Program Highlights
Program Dates
June 27 – August 7, 2026
Faculty Director
Professor Joe Fletcher, Department of English and Comparative Literature
This will be Professor Fletcher’s third time running the London & Oxford program. He last ran the program in summer 2024. Joseph Fletcher’s research focuses on the intersections of literature and natural philosophy in the long eighteenth century. He is the author of the scholarly monograph William Blake as Natural Philosopher, 1788-1795 (Anthem), the poetry collection The Hatch (Brooklyn Arts Press), the novella Jenny Haniver (Bored Wolves), and five chapbooks. He is the Assistant Editor of the William Blake Archive.
Program Highlights
The British Romantic period (~1789-1834) witnessed both a political revolution, in the overthrow of the French monarchy, and an aesthetic revolution, as the ideas proclaimed in William Wordsworth and Samuel Taylor Coleridge’s Preface to the Lyrical Ballads upended prevailing literary values. These ideological transformations continue to influence our contemporary ideas about literature, art, politics, and the environment. Notably, insofar as this course is concerned, Romantic attitudes toward the natural world gave rise to modern conservation efforts and environmental movements. Being outside in nature, as the poet John Keats argued, is medicinal—much more than just a pretty backdrop for human affairs. Equally important to the British Romantic imagination was London, which was the epicenter of the rapid Western industrialization and modernization occurring during this period. Several prominent Romantic figures, including William Blake, made London their home despite expressing negative opinions about the city’s effects in their writing. The metropolis offered the culture and resources unavailable in more rural environments. Concurrently, Jane Austen’s work focused on the changing fortunes of a landowning class that, while reaping the profits of colonialism and agrarian capitalism, was driven by an ethos of landscape ‘improvement.’
In this course we will explore how landscape shapes literary imagination, and how Romantic conceptions of urban and rural environments are still with us today. Our time will be split between London, which offers an abundance of historical, literary, and artistic sites which will enrich our understanding of Romanticism’s historical context, and Oxford, nestled in a bucolic rural setting and showcasing a storied academic tradition. We will also visit the Lake District, which was home to Wordsworth and his sister Dorothy, Coleridge, and other Romantic figures, and has been preserved as a national park. We thus have the unique opportunity to study the literature and aesthetics of this period in the environment that profoundly influenced its core values. We will read, discuss, and write about major Romantic literary and aesthetic/philosophical works, to gain a sense of how attitudes toward the nonhuman world developed in literature and the visual arts over course of the late 18th and early 19th centuries. Additionally, we will explore how the Romantic movement influenced 20th-century and contemporary literary figures—how many of its foundational aesthetic premises are still with us today.

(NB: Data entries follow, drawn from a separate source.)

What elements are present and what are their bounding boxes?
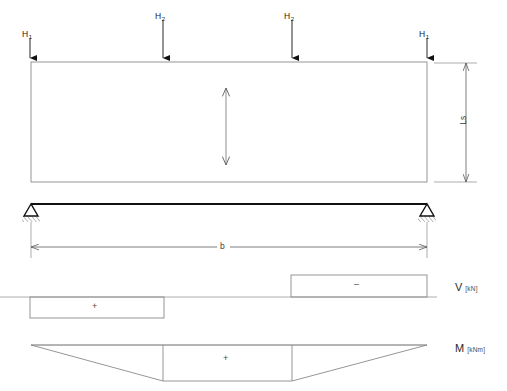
moment-positive-sign: + [223, 354, 228, 363]
beam-diagram-canvas: H1 H2 H2 H1 Ls b + – V[kN] + M[kNm] [0, 0, 507, 391]
support-right [418, 204, 436, 222]
shear-negative-sign: – [354, 280, 359, 289]
load-label-h2-mid-right: H2 [284, 12, 294, 21]
support-left [22, 204, 40, 222]
shear-axis-label: V[kN] [455, 282, 478, 293]
load-arrows-group [30, 20, 427, 58]
support-right-triangle [420, 204, 434, 216]
beam-section-rectangle [31, 62, 427, 182]
load-label-h1-right: H1 [419, 30, 429, 39]
figure-svg [0, 0, 507, 391]
support-left-triangle [24, 204, 38, 216]
moment-axis-unit: [kNm] [467, 346, 485, 353]
dimension-label-ls: Ls [459, 116, 468, 125]
shear-force-diagram [0, 275, 437, 318]
moment-axis-symbol: M [455, 342, 464, 354]
shear-axis-symbol: V [455, 281, 462, 293]
moment-trapezoid [31, 345, 427, 381]
dimension-b-group [31, 222, 427, 258]
dimension-ls-group [434, 63, 477, 182]
shear-positive-sign: + [92, 302, 97, 311]
bending-moment-diagram [31, 345, 427, 381]
moment-axis-label: M[kNm] [455, 343, 485, 354]
shear-axis-unit: [kN] [465, 285, 477, 292]
support-left-hatch [22, 216, 40, 222]
load-label-h1-left: H1 [22, 30, 32, 39]
load-label-h2-mid-left: H2 [155, 12, 165, 21]
support-right-hatch [418, 216, 436, 222]
dimension-label-b: b [220, 242, 225, 251]
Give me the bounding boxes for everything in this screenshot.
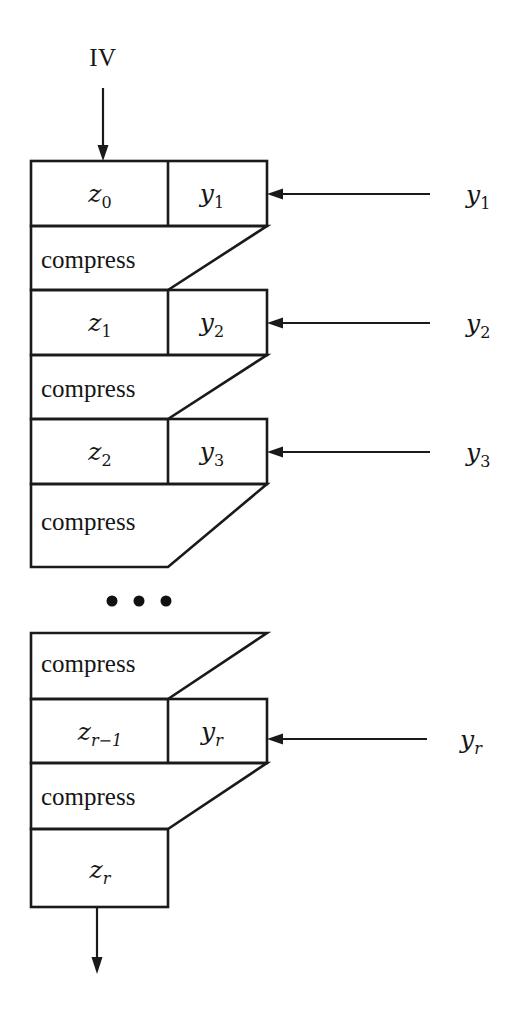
hash-chain-diagram: IV z0 y1 compress y1 xyxy=(0,0,512,1019)
stage-2-message-label: y2 xyxy=(199,308,224,341)
stage-r-output-label: zr xyxy=(89,855,112,888)
stage-3-register-box xyxy=(31,419,267,484)
stage-r-register-box xyxy=(31,699,267,763)
stage-r-lower-compress-label: compress xyxy=(41,783,135,810)
iv-label: IV xyxy=(89,44,116,71)
stage-r-state-label: zr−1 xyxy=(77,717,122,750)
stage-3-message-label: y3 xyxy=(199,437,224,470)
stage-3: z2 y3 compress y3 xyxy=(31,419,490,567)
stage-3-state-label: z2 xyxy=(87,437,111,470)
stage-1-input-arrow-head xyxy=(267,189,283,200)
stage-2-input-arrow-head xyxy=(267,318,283,329)
stage-2: z1 y2 compress y2 xyxy=(31,290,490,419)
stage-r-upper-compress-label: compress xyxy=(41,650,135,677)
ellipsis-dot-1 xyxy=(107,596,118,607)
stage-r-message-label: yr xyxy=(200,717,224,750)
stage-2-compress-label: compress xyxy=(41,375,135,402)
stage-r-input-arrow-head xyxy=(267,734,283,745)
iv-input-group: IV xyxy=(89,44,116,161)
stage-2-state-label: z1 xyxy=(87,308,111,341)
stage-1-message-label: y1 xyxy=(199,179,224,212)
ellipsis-dot-3 xyxy=(161,596,172,607)
iv-arrow-head xyxy=(98,145,109,161)
stage-3-input-arrow-head xyxy=(267,447,283,458)
ellipsis-dot-2 xyxy=(134,596,145,607)
output-arrow-head xyxy=(92,957,103,974)
stage-1-compress-label: compress xyxy=(41,246,135,273)
stage-1: z0 y1 compress y1 xyxy=(31,161,490,290)
stage-1-side-input-label: y1 xyxy=(465,180,490,213)
stage-r-side-input-label: yr xyxy=(459,725,483,758)
stage-3-side-input-label: y3 xyxy=(465,438,490,471)
stage-2-side-input-label: y2 xyxy=(465,309,490,342)
ellipsis-dots xyxy=(107,596,172,607)
diagram-canvas: IV z0 y1 compress y1 xyxy=(0,0,512,1019)
stage-1-state-label: z0 xyxy=(87,179,111,212)
stage-1-register-box xyxy=(31,161,267,226)
stage-r: compress zr−1 yr compress yr zr xyxy=(31,633,483,974)
stage-3-compress-label: compress xyxy=(41,508,135,535)
stage-2-register-box xyxy=(31,290,267,355)
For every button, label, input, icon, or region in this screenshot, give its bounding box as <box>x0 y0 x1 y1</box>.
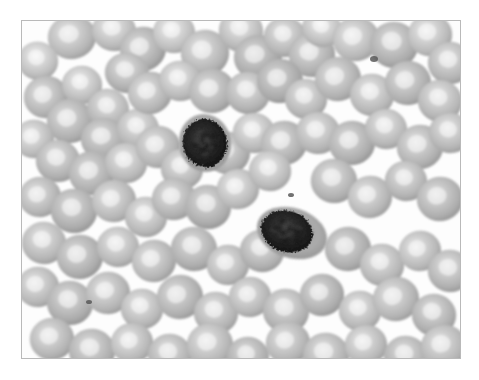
micrograph-frame <box>21 20 461 359</box>
smear-canvas <box>22 21 460 358</box>
blood-smear-field <box>22 21 460 358</box>
platelet <box>370 56 378 62</box>
erythrocyte-layer <box>22 21 460 358</box>
platelet <box>288 193 294 197</box>
image-viewport: peripheral blood smear light microscopy,… <box>0 0 479 380</box>
platelet <box>86 300 92 304</box>
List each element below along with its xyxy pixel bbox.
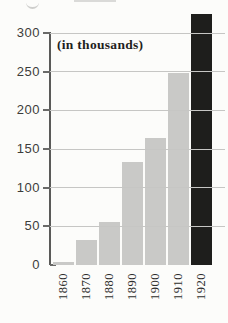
gridline-50 xyxy=(50,226,225,227)
y-tick-label-200: 200 xyxy=(2,102,40,118)
y-tick-250 xyxy=(43,71,50,73)
bar-1890 xyxy=(122,162,143,265)
units-annotation: (in thousands) xyxy=(57,37,143,53)
gridline-150 xyxy=(50,149,225,150)
y-tick-50 xyxy=(43,225,50,227)
y-tick-300 xyxy=(43,32,50,34)
bar-1860 xyxy=(53,262,74,265)
scan-artifact xyxy=(26,0,39,9)
gridline-200 xyxy=(50,110,225,111)
y-tick-200 xyxy=(43,109,50,111)
y-tick-label-0: 0 xyxy=(2,257,40,273)
bar-1870 xyxy=(76,240,97,265)
y-tick-100 xyxy=(43,187,50,189)
y-tick-label-300: 300 xyxy=(2,25,40,41)
bar-1920 xyxy=(191,14,212,265)
x-tick-label-1920: 1920 xyxy=(183,267,221,305)
bar-1910 xyxy=(168,73,189,265)
gridline-300 xyxy=(50,33,225,34)
y-tick-label-250: 250 xyxy=(2,64,40,80)
y-tick-label-150: 150 xyxy=(2,141,40,157)
gridline-250 xyxy=(50,71,225,72)
gridline-100 xyxy=(50,187,225,188)
x-tick-label-text: 1920 xyxy=(194,273,209,300)
y-tick-label-100: 100 xyxy=(2,180,40,196)
bar-chart-figure: 050100150200250300 186018701880189019001… xyxy=(0,0,228,323)
y-tick-150 xyxy=(43,148,50,150)
bar-1880 xyxy=(99,222,120,265)
y-tick-label-50: 50 xyxy=(2,218,40,234)
bar-1900 xyxy=(145,138,166,265)
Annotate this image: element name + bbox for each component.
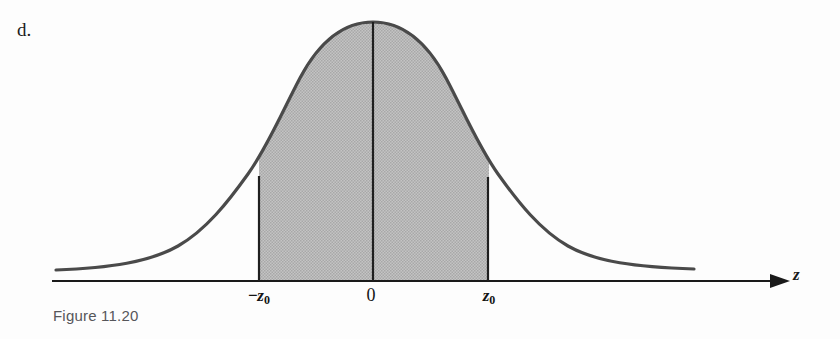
tick-label-lower: −z0 xyxy=(248,286,270,306)
axis-variable-label: z xyxy=(793,266,800,283)
tick-symbol-lower: z xyxy=(257,286,264,305)
tick-label-center: 0 xyxy=(367,286,376,304)
figure-caption: Figure 11.20 xyxy=(53,307,139,325)
tick-label-upper: z0 xyxy=(483,286,496,306)
normal-distribution-figure xyxy=(0,0,840,339)
tick-subscript-upper: 0 xyxy=(489,293,495,307)
tick-subscript-lower: 0 xyxy=(264,293,270,307)
tick-symbol-upper: z xyxy=(483,286,490,305)
axis-arrowhead-icon xyxy=(770,274,790,288)
tick-symbol-center: 0 xyxy=(367,285,376,305)
figure-page: d. z −z0 0 xyxy=(0,0,840,339)
minus-sign-icon: − xyxy=(248,286,257,305)
shaded-central-area xyxy=(56,21,694,280)
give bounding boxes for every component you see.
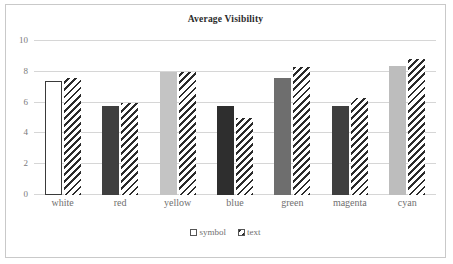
x-axis-label-cyan: cyan: [379, 197, 436, 208]
bar-red-text: [121, 103, 138, 195]
legend-label: text: [247, 227, 261, 237]
bar-group-magenta: [321, 41, 378, 195]
y-axis-tick-label: 2: [24, 158, 29, 168]
plot-area: 0246810: [34, 41, 436, 195]
x-axis-label-green: green: [264, 197, 321, 208]
bar-group-green: [264, 41, 321, 195]
y-axis-tick-label: 6: [24, 97, 29, 107]
x-axis-label-white: white: [34, 197, 91, 208]
bar-cyan-text: [408, 59, 425, 195]
bar-group-red: [91, 41, 148, 195]
legend-label: symbol: [199, 227, 226, 237]
y-axis-tick-label: 10: [19, 35, 28, 45]
bar-group-yellow: [149, 41, 206, 195]
bar-cyan-symbol: [389, 66, 406, 195]
chart-legend: symboltext: [6, 227, 445, 237]
bar-group-cyan: [379, 41, 436, 195]
bar-green-symbol: [274, 78, 291, 195]
open-square-icon: [190, 229, 197, 236]
bar-white-symbol: [45, 81, 62, 195]
bar-blue-text: [236, 118, 253, 195]
y-axis-tick-label: 8: [24, 66, 29, 76]
bar-group-white: [34, 41, 91, 195]
bar-yellow-text: [179, 72, 196, 195]
y-axis-tick-label: 0: [24, 189, 29, 199]
legend-item-symbol[interactable]: symbol: [190, 227, 226, 237]
chart-title: Average Visibility: [6, 14, 445, 24]
hatched-square-icon: [238, 229, 245, 236]
y-axis-tick-label: 4: [24, 127, 29, 137]
bar-group-blue: [206, 41, 263, 195]
bar-magenta-symbol: [332, 106, 349, 195]
x-axis-labels: whiteredyellowbluegreenmagentacyan: [34, 197, 436, 208]
legend-item-text[interactable]: text: [238, 227, 261, 237]
chart-frame: Average Visibility 0246810 whiteredyello…: [5, 4, 446, 258]
bar-red-symbol: [102, 106, 119, 195]
x-axis-label-yellow: yellow: [149, 197, 206, 208]
bar-blue-symbol: [217, 106, 234, 195]
x-axis-label-magenta: magenta: [321, 197, 378, 208]
x-axis-label-red: red: [91, 197, 148, 208]
bar-yellow-symbol: [160, 72, 177, 195]
bar-green-text: [293, 67, 310, 195]
bar-magenta-text: [351, 98, 368, 195]
bar-white-text: [64, 78, 81, 195]
x-axis-label-blue: blue: [206, 197, 263, 208]
bar-groups: [34, 41, 436, 195]
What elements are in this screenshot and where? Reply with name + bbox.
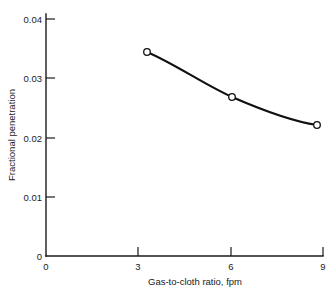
x-tick-label-3: 3	[135, 261, 140, 272]
data-series-curve	[147, 52, 317, 125]
x-tick-label-0: 0	[43, 261, 48, 272]
data-markers	[144, 49, 321, 129]
y-tick-label-0.03: 0.03	[24, 73, 43, 84]
data-point-marker	[229, 94, 236, 101]
x-axis-ticks	[138, 247, 323, 256]
fractional-penetration-line-chart: 0.04 0.03 0.02 0.01 0 0 3 6 9 Gas-to-clo…	[0, 0, 332, 291]
x-tick-label-9: 9	[320, 261, 325, 272]
data-point-marker	[314, 122, 321, 129]
y-tick-label-0: 0	[37, 251, 42, 262]
y-tick-label-0.04: 0.04	[24, 14, 43, 25]
chart-container: 0.04 0.03 0.02 0.01 0 0 3 6 9 Gas-to-clo…	[0, 0, 332, 291]
y-axis-ticks	[46, 19, 55, 197]
x-axis-title: Gas-to-cloth ratio, fpm	[148, 276, 242, 287]
y-tick-label-0.01: 0.01	[24, 192, 43, 203]
y-axis-title: Fractional penetration	[6, 89, 17, 181]
y-tick-label-0.02: 0.02	[24, 133, 43, 144]
data-point-marker	[144, 49, 151, 56]
x-tick-label-6: 6	[228, 261, 233, 272]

In addition to studying the literature of the period, we will take multiple excursions (to borrow the title of one of Wordsworth’s early poems) through London, the rural surroundings of Oxford, and the Lake District, often following the very paths that the Romantics walked, bringing with us our texts, notebooks, pencils, and sensibilities sharpened by the landscape. We will also visit museums and cultural sites such as the Tate Britain, Keats House, the Oxford Museum of Natural History, and Dove Cottage in the Lake District.